Menstruation is Not a Flaw

Three summers ago, my paternal uncle and his family moved to New York from our home country, Bangladesh, and my parents had them stay with us for several months. It was the onset of the Islamic holy month, Ramadan. Each day of this month, Muslim families like my own fast from dawn to sunset, typically culminating in a large and much anticipated evening meal. In Islam, however, women can't fast while menstruating, and so every year we're exempt from the obligation for a few days. During the Ramadan of three summers ago, I spent those few special days hoarding food in my room and snacking intermittently in solitude, as per my mother's instructions. Why? Because, I was told, it would be indecent for my uncle or his sons to catch me not fasting. It would be shameful to signal that I was at the moment experiencing the wholly essential bodily function that is my period.

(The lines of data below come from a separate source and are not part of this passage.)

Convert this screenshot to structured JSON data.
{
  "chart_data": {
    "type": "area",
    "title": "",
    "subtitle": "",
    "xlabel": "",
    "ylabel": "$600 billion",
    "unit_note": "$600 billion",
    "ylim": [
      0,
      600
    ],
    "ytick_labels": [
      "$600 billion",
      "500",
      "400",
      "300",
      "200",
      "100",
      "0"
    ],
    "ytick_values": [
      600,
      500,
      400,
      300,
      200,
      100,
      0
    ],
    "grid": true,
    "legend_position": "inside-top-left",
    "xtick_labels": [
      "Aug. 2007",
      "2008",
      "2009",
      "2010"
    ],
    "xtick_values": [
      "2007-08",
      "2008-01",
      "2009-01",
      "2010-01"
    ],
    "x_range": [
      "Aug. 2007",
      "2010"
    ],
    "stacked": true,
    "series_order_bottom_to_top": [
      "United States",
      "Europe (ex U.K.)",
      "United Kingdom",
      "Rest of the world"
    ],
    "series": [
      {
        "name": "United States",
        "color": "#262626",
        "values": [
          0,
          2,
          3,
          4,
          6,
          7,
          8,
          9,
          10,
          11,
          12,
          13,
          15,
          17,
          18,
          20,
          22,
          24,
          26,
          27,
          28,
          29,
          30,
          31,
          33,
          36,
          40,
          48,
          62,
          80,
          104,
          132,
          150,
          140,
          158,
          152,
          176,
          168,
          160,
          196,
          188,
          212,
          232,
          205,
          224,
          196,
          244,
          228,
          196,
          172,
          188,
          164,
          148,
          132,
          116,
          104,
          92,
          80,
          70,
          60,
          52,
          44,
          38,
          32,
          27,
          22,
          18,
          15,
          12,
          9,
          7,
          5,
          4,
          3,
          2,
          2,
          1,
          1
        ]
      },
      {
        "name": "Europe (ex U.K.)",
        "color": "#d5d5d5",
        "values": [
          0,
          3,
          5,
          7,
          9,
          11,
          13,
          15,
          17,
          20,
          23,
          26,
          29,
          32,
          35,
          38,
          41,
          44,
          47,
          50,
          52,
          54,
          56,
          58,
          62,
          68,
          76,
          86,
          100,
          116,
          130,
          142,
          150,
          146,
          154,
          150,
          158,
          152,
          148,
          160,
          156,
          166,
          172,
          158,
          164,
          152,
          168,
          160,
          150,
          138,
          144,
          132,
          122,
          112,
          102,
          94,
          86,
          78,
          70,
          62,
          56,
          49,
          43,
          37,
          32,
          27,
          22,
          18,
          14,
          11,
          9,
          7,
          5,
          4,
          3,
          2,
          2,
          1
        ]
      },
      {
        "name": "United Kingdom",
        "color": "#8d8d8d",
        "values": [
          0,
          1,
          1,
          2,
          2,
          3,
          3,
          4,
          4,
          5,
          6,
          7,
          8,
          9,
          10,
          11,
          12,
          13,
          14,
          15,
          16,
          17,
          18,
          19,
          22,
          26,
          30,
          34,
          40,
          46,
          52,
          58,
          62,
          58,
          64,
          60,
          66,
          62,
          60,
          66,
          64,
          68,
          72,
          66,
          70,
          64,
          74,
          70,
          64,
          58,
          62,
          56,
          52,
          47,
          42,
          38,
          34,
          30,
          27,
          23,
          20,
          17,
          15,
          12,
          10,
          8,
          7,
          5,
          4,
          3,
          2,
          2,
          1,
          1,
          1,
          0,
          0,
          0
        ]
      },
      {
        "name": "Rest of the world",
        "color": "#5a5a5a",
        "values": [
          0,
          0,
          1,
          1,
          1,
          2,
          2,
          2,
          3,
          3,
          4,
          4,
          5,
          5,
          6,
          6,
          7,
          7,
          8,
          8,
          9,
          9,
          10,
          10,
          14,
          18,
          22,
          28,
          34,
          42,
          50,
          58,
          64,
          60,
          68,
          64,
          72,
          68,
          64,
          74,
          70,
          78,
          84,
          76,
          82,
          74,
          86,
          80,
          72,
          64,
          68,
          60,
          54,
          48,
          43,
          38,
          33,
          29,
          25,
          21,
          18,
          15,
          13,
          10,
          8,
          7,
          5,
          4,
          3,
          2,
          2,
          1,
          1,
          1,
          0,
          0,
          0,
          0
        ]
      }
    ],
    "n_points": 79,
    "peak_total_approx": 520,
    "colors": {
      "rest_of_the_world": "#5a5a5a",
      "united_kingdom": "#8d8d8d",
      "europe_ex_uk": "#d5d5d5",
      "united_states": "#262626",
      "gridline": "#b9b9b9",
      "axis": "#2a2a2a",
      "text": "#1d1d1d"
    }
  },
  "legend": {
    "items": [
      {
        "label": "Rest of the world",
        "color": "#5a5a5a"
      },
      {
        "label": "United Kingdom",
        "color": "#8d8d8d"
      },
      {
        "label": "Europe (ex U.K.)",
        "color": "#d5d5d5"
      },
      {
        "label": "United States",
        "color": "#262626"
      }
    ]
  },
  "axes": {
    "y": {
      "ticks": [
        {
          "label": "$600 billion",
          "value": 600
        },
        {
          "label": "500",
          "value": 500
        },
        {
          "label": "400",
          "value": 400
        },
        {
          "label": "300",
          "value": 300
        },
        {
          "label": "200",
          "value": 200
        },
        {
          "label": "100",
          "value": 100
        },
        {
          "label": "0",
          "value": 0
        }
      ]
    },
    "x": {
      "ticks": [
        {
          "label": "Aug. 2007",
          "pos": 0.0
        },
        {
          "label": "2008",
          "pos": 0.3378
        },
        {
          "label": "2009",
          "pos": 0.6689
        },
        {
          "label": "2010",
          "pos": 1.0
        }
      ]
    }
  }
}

Around the world, menstruation is a social taboo. A period is not talked about, only quietly endured, and any allusion to it - especially in the company of men - violates proper social conduct. The stigma is entrenched in misogyny. Associating a perfectly natural female body process with guilt and shame pushes the idea that women should apologize for their bodies; that they should apologize for merely existing. And of course that isn't true.

While the stigma of menstruation is real in virtually every part of the world, in many developing countries it can have much graver consequences than just embarrassment or shame. A lack of access to menstrual hygiene products and facilities in low-income regions causes many girls to drop out of school, exacerbating economic and educational inequalities. Furthermore, these girls are often shunned from religious and social institutions and sometimes even isolated from all interactions. It is an unfortunate truth that society's discomfort with female biology creates terrible ripples in girls' personal, social, and educational lives.


In the opening scene of Stephen King's 1974 novel Carrie, the titular girl gets her period for the first time in a high school locker room and goes into a state of horrified panic, because she believes she is dying. Her conservative mother, in the pursuit of "purity," failed to educate her teenage daughter on one of the fundamental realities of being a girl. No female should have to conceal the fact that her body is doing what it is supposed to do. It is not wrong for a girl to speak candidly about her period, and it's time we all recognized that.


Born and raised in New York City, Zahra is a sophomore at New York University majoring in Economics and minoring in Mental Health Studies. She has worked at NYU’s student newspaper, Washington Square News, as a staff writer for the Opinion section.